Give the devil his due. Governor Spitzer has scored his first big upstate economic development victory.
Beech-Nut Nutrition Corp., the country's second-largest maker of baby
food by sales, will move its corporate headquarters from downtown St.
Louis to eastern New York.
The company is building a $124 million, 650,000-square-foot processing
and manufacturing plant in the town of Florida in New York's Mohawk
Valley. The facility could open in fall 2009, the company said Tuesday.
Beech-Nut, which has about 35 employees in St. Louis, will transfer its
executive offices to upstate New York by August, leaving a small
regional office for sales and customer support in St. Louis.
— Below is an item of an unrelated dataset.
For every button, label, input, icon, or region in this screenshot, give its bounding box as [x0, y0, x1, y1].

Not to be outdone, Senator Bruno, ostensible leader of the state GOP, countered with his own economic proposal.
On the same day Governor
Spitzer announced that the state had persuaded a major baby food
company to move its headquarters to an upstate town, Senate Republicans
crowed that they had even better economic news, unveiling a $2 billion
tax cut and capital spending plan they said would create thousands of
new jobs.
Now, I'm all for tax cuts, but it's pretty easy to propose them in a state run by a party for whom they're are as popular as, well, I was going to say killing babies, but that's not a particularly effective argument in this case. And though the New York Sun article didn't mention it, NPR reported today that Bruno's plan also calls for a lot of state spending for infrastructure including his famous plan for intrastate high-speed rail.
As I've posted before, spending tax money on passenger rail as an economic development tool is a foolish, foolish notion. But, Senator Bruno's economic views are, to say the least, catholic.
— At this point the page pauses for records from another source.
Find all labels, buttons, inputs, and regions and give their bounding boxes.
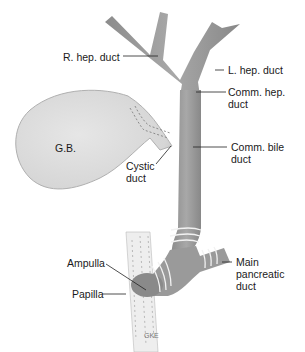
label-l-hep-duct: L. hep. duct — [228, 64, 283, 76]
label-cystic-duct-line1: Cystic — [126, 160, 155, 172]
label-ampulla: Ampulla — [67, 257, 105, 269]
label-main-pancreatic-line2: pancreatic — [236, 268, 284, 280]
label-comm-hep-duct-line1: Comm. hep. — [228, 86, 285, 98]
label-gallbladder: G.B. — [55, 142, 76, 154]
label-cystic-duct-line2: duct — [126, 172, 146, 184]
label-papilla: Papilla — [72, 288, 104, 300]
label-r-hep-duct: R. hep. duct — [63, 51, 120, 63]
label-comm-bile-duct-line2: duct — [231, 153, 251, 165]
label-comm-hep-duct-line2: duct — [228, 98, 248, 110]
biliary-diagram — [0, 0, 305, 352]
hepatic-ducts — [105, 12, 240, 96]
label-main-pancreatic-line1: Main — [236, 256, 259, 268]
label-main-pancreatic-line3: duct — [236, 280, 256, 292]
artist-signature: GKE — [144, 330, 159, 342]
common-bile-duct — [172, 90, 201, 258]
label-comm-bile-duct-line1: Comm. bile — [231, 141, 284, 153]
gallbladder — [16, 90, 172, 189]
At the press conference announcing the Senate package, the Republican Senate majority leader, Joseph Bruno,
was asked if there was anything he would cut from this year's $120.7
billion budget. In his response, Mr. Bruno, 78, suggested he was a
student of both trickle-down economics and Keynesian economics, two
conflicting schools of theory.
"Where would I cut spending? You know what really makes sense is to
invest heavily in the economy and job creation. … What we are saying
here, and we're saying it as forcefully as we can … you stimulate the
economy, simple Economics 101, okay, broaden your revenue base," Mr.
Bruno said. "How do you it? That's the trickle-down. That's the
Keynesian theory of economics, stimulate — what do they call it? —
prime the pump. Think about it, makes sense, you invest, and it pays
off."
Geez, why didn't you just leave it at the tax cuts. You'd have looked good and sounded principled. This mess of pump-priming and trickle-down just reminds us how poorly the state's been run, lo, these many years. Senator Bruno can't even answer the simple question about where he'd cut spending. He wouldn't, he couldn't and, come to think of it, he hadn't even considered it.
If you're one of the last New Yorkers who wonders why the GOP is dead here, Mr. Bruno just told you.